Profile Image for Joseph Hirsch.
Author 50 books134 followers
January 31, 2018
The premise behind Ken Greenhall's "Lenoir" is a fascinating one. The truism that every picture contains a story (or a picture is worth a thousand words) is usually just an offhand remark, tossed out on a tour of an art gallery. Ken Greenhall has taken this natural curiosity and used it as the grist for his story about the subject of Peter Paul Rubens' "Four Studies of a Head of a Moor" (also sometimes called "Four Studies of a Head of a Negro").

The book's eponymous hero, Lenoir, is an African slave held in bondage in the possession of a man of some ill-repute named Twee.
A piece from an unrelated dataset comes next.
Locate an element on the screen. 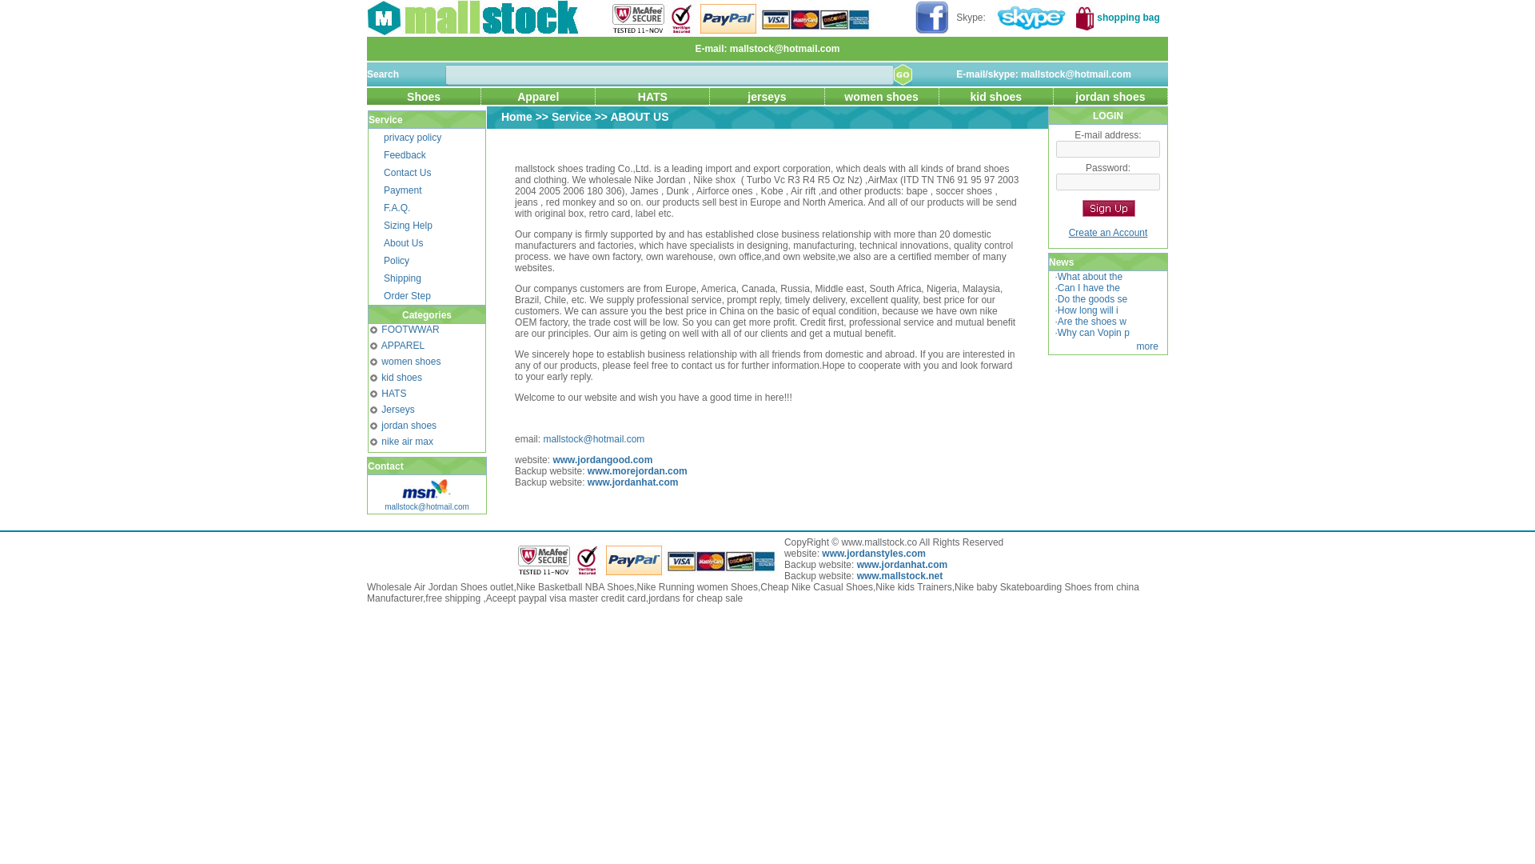  shopping bag is located at coordinates (1129, 18).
Mr. Twee has amassed considerable debts, necessitating the sale of Lenoir as forfeit, which sets the protagonist on his path across 17th century Europe. He's not quite a Picaro (even though his favorite book is "Don Quixote" and he sees a lot of himself in the hapless knight) and the book's tone is more reflective than action-packed, though there are some haunting scenes here and there.

"Lenoir" unfolds in short bursts, as dialogues between the African man far from home and the strange assortment of pale people (and at least one other African) he comes across. The book does a good job of imagining what it must have been like to go from Yoruba concepts of religion, society, and warfare, to the complex and chaotic milieu of Western Europe in flux. How does someone who believes in juju and the making of dolls of their enemies understand ecumenical distinctions between Calvinists and Catholics, for instance? It's these kinds of questions, whose answers are unveiled in one subtle scene after another, that keep the book consistently readable. An original, elegiac and imaginative look at the intersection between the fine art world and that "peculiar institution" of human beings owning one-another, which was and unfortunately remains a reality for lots of people around the world. Recommended.
Profile Image for Clare.
1,023 reviews9 followers
January 20, 2014
A difference of cultures offers some interesting insights in this tale of slave who gains his freedom. Lenoir, who is still a slave at the start of this tale, eventually gains his freedom in a roundabout way. Although he views the European world of the 1500s as strange and confusing at times, he also feels he could no longer return to his former life in Africa. He is a man who does not really fit in anywhere, but his indomitable spirit keeps him going. Sometimes he appears wise beyond his years, but at other times he can be somewhat naïve. This is a story of many contrasts that serve to illuminate the time period it describes.
Profile Image for Brian DiNitto.
115 reviews3 followers
September 29, 2013
A nice cross-cultural voice of the main character. Looking at the cover art by Rubens, you can better see the character. That is how the author conceived the book.
Profile Image for Janis Pearson.
1 review
June 8, 2014
Easy read but characters are superficial and the plot is non existent.